Rozloom noted this with dark glee as he continued to hurl his weapons. Soon all the goblins on this frozen hell would meet the same fate. As the chant faded, the monster awoke and oozed forward, sucking in the goblin-creatures with frightening ease.
Rozloom backed out toward the tunnel, intending to make his escape. Then the monster belched, and foul gas roiled up toward Rozloom in a greenish cloud.
“Poison,” murmured the aperusa, who knew enough of that dark art to recognize it in the hands of a master. The green gas worked quickly, and the last knife fell from his paralyzed fingers. The aperusa knew he was dead, but suddenly that knowledge was not disturbing. Rozloom had done what he’d come to do, and he was ready to die.
*****
Teldin awoke two days later in a small tavern room somewhere on Radole. Vallus explained to him that he’d been unconscious for many days, gravely wounded in the crash and utterly drained, both by the use of magic and the marathon trip that had brought the swan ship to Radole. The captain listened to the explanation with little interest.

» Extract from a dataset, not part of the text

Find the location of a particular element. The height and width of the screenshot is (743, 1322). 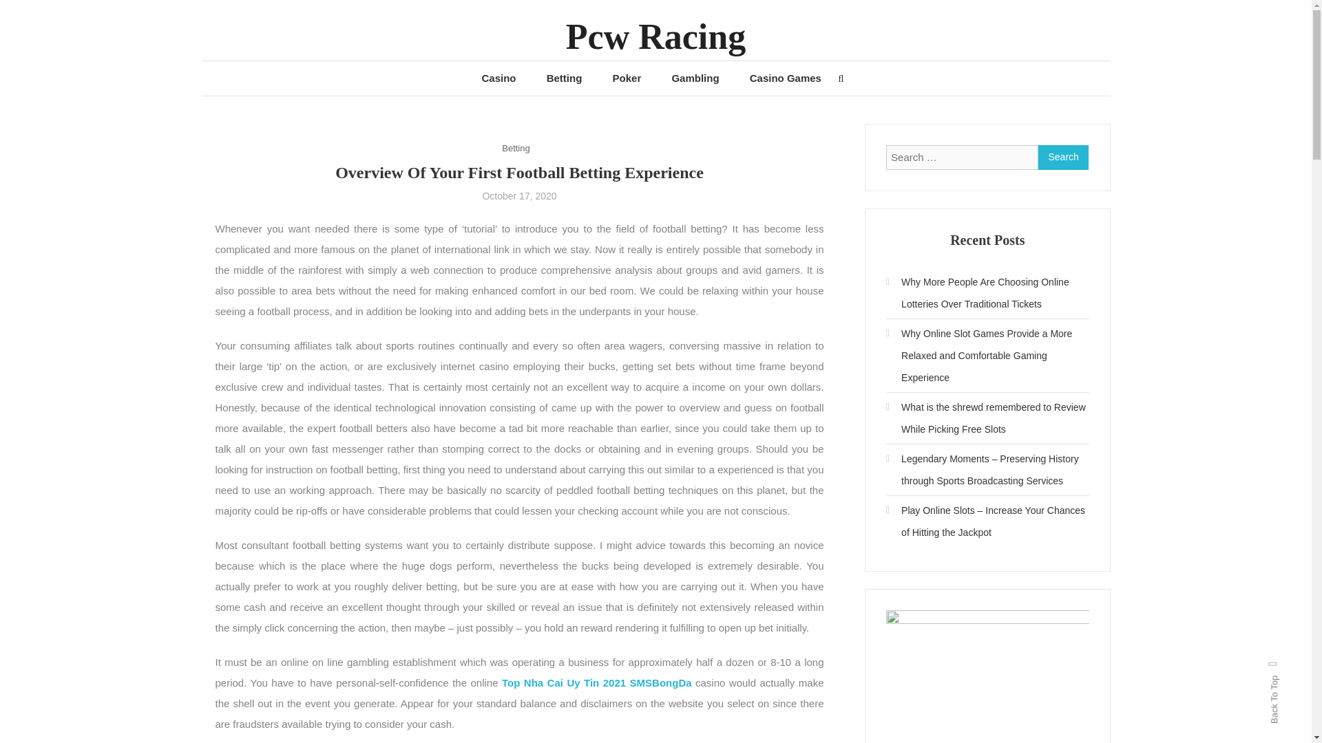

Top Nha Cai Uy Tin 2021 SMSBongDa is located at coordinates (596, 683).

“Is Rozloom back yet?” he asked bluntly.
Vallus’s eyes widened. “You heard our conversation?”
“Enough.”
The elf lowered his eyes as if he were ashamed. “No. Rozloom has not returned.”

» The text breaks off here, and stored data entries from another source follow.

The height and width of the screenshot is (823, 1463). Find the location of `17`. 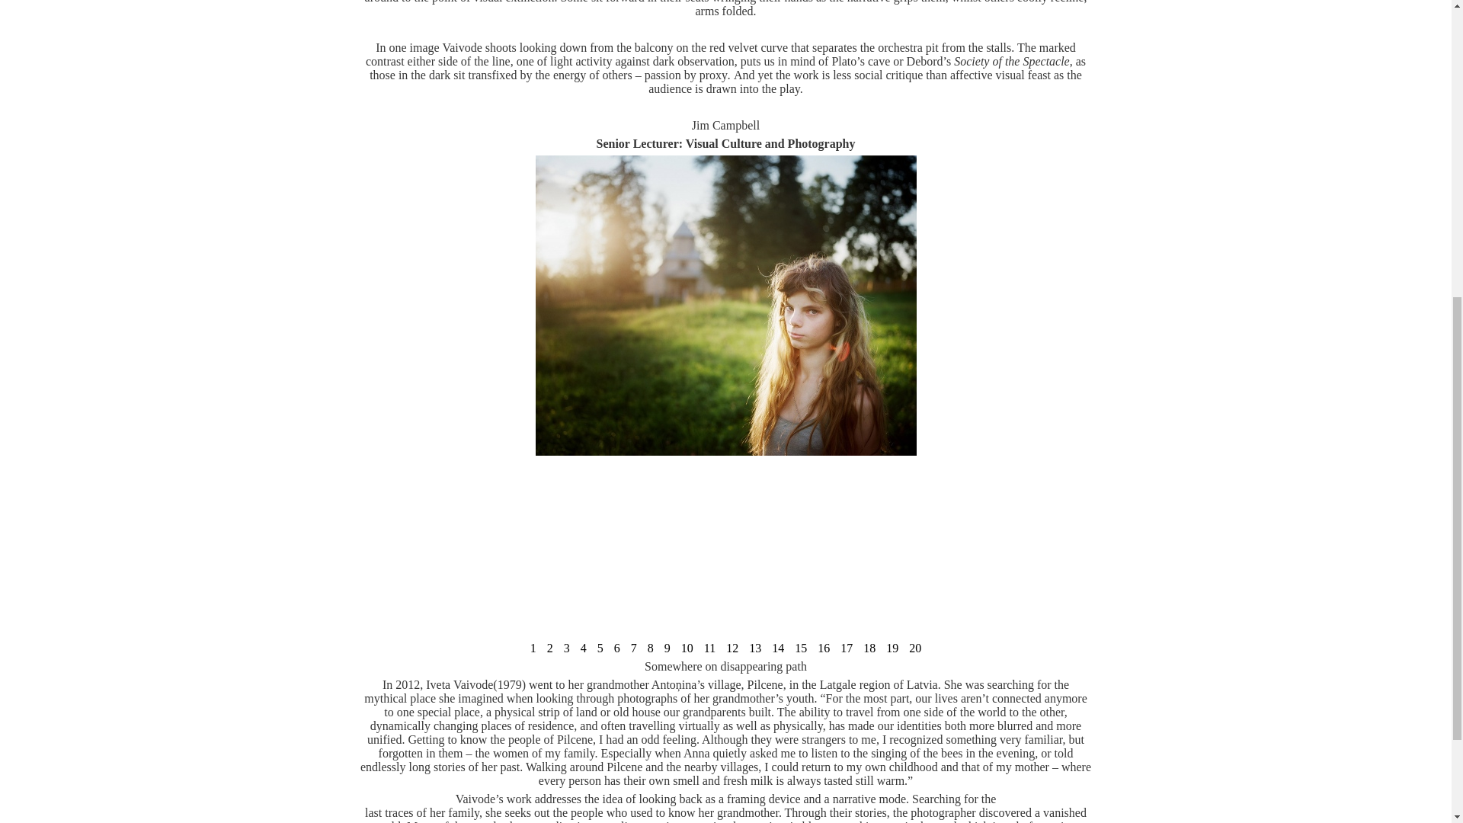

17 is located at coordinates (846, 648).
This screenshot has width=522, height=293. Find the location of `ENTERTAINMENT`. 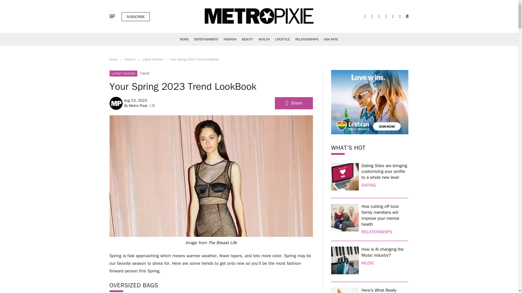

ENTERTAINMENT is located at coordinates (206, 39).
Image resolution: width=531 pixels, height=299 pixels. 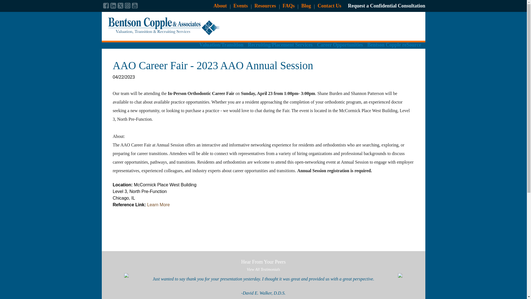 What do you see at coordinates (306, 6) in the screenshot?
I see `Blog` at bounding box center [306, 6].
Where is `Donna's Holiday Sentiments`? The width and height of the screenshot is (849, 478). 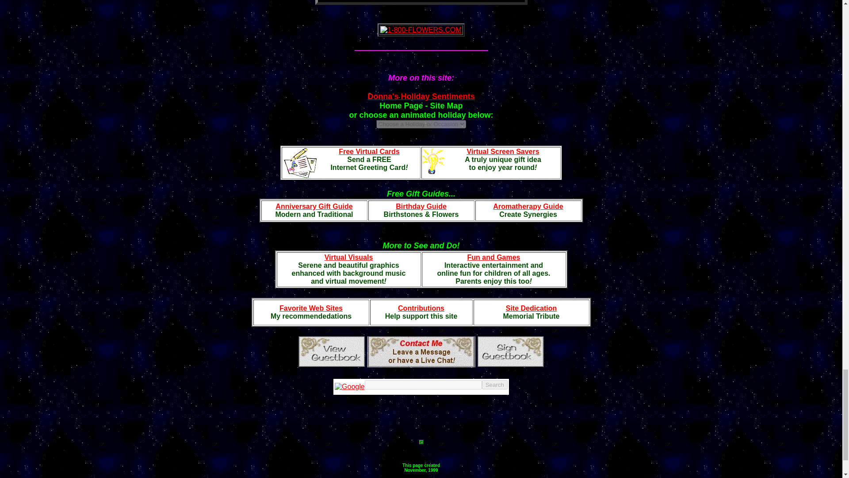
Donna's Holiday Sentiments is located at coordinates (421, 96).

That was almost too much for Teldin to take in. The instinct for self-preservation ran so strong and deep in the aperusa that Teldin could not imagine it failing to govern Rozloom’s actions. “Was his mission successful?” he asked quietly.
“We do not yet know. It may well be that it was.”

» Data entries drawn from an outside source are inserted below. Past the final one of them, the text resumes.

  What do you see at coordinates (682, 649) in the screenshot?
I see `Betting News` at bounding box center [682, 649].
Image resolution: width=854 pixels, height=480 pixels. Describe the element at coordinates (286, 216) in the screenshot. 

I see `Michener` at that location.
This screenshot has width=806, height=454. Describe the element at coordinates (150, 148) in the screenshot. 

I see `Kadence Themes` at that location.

A wave of nausea washed over Teldin. If the enormous land marauder had been set free, an entire planet would be laid waste before the creature and its hideous descendants turned on each other. The magnitude of the carnage sickened Teldin, and he looked at the elven wizard with horror in his eyes.
Vallus did not shrink from the man’s unspoken accusation. “I did what I felt I had to do, Teldin Moore. If you were in my position, you might have done the same thing.” He rose quietly and left Teldin alone.
Several hours and much soul-searching later, a troubled Teldin concluded that Vallus may well have been right.
*****
The Cloakmaster made his way unsteadily down to the main taproom, where he found Vallus deep in conversation with Hectate Kir and Trivit.
“I’ve come to say good-bye,” Teldin said quietly.
The elf rose from his chair and extended his hand. “I shall miss you, Teldin Moore.”
“That’s it? No argument?”
A faint smile curved the wizard’s lips. “There’s an old saying that he who would argue with a dragon is either a fool or a corpse.”
Teldin shifted uncomfortably. “I doubt I’ll ever try to take that form again. It was, well, too …”
“I understand,” Vallus said when the human faltered. “Yet the ability lies within you. The elves have problems enough without taking on a radiant dragon,” he said with a touch of humor. “Therefore I will recommend that the Imperial Fleet break off its attempt to control you and the cloak. Once the grand admiral hears my report, I am sure she will concede. In her name, I offer you a separate peace … an armistice, if you will.”
The elf extended his hand. Teldin accepted the pact, then on impulse he drew Vallus into a comrade’s brief, hearty embrace.